Sunday, March 29, 2026

“The People on the Island” (2005)

I liked this story by T.M. Wright from The Weird. I liked it when I read it and I liked it even more the next day. Editors Ann & Jeff VanderMeer compare it to Shirley Jackson in their intro and that sounds close enough. There is something deeply normal about the two main characters even though little else is normal in their circumstances. They are alone on an island. It’s not clear how they got there or what they are doing there. It’s been long enough they no longer seem to question it. It could be an afterlife. But there are few explanations for anything here. Other people show up in other houses. They seem to be corpses but they are not decomposing or perhaps they are doing so slowly, because finally that changes. They seem to be engaged in activities—a woman on an exercise bike is the first they discover. The narrator and his wife, Elizabeth, don’t like them. They provoke anxiety. No one knows how they get there.
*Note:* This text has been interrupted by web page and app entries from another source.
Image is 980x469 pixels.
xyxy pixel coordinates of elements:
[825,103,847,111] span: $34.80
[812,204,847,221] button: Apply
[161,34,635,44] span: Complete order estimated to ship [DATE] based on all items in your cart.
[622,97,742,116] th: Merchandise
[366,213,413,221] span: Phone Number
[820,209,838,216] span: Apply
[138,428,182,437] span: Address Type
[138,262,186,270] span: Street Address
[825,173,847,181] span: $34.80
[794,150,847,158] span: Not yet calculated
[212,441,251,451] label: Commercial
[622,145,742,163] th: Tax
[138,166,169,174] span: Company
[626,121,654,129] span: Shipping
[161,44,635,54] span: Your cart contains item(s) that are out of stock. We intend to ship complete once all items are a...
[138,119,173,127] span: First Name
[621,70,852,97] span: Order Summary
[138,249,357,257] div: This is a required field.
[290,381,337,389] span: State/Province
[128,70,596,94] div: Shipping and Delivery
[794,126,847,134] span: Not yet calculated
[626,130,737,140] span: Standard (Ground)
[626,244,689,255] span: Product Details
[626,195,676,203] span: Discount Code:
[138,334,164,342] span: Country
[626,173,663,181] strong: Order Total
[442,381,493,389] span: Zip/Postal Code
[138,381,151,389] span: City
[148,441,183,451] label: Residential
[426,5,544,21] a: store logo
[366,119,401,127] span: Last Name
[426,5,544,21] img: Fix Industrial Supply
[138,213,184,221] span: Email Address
The wind is often blowing and howling. They also hear something that sounds like a stray dog but they never see it. When they finally do, eventually, they can’t be sure it’s a dog. It feels like they’ve been there a long time. Time itself feels off in this place. It doesn’t pass in the same way. It may not be passing at all. Eventually Elizabeth disappears, though the narrator still thinks he sees her sometimes. The story is all very straightforward simple description and dialogue. At times it’s so simple and the circumstances described so bewildering it feels like a trick being played. More and more people show up on the island. It’s starting to feel crowded. The weather is pretty weird too, I should mention. Always cloudy and then, seemingly after years, occasional sunshine and warm temperatures. We know the narrator’s relationship with Elizabeth extends back to childhood, “before we started noticing, in earnest, that we were different sexes.” That struck me as a slightly disturbing way to describe it, almost as if they are closer to brother and sister. Nothing in this story sits exactly right and that’s what makes it great. Wright was more of a novelist and wrote several. I’m curious now what they might be like.

The Weird, ed. Ann & Jeff VanderMeer
Story not available online.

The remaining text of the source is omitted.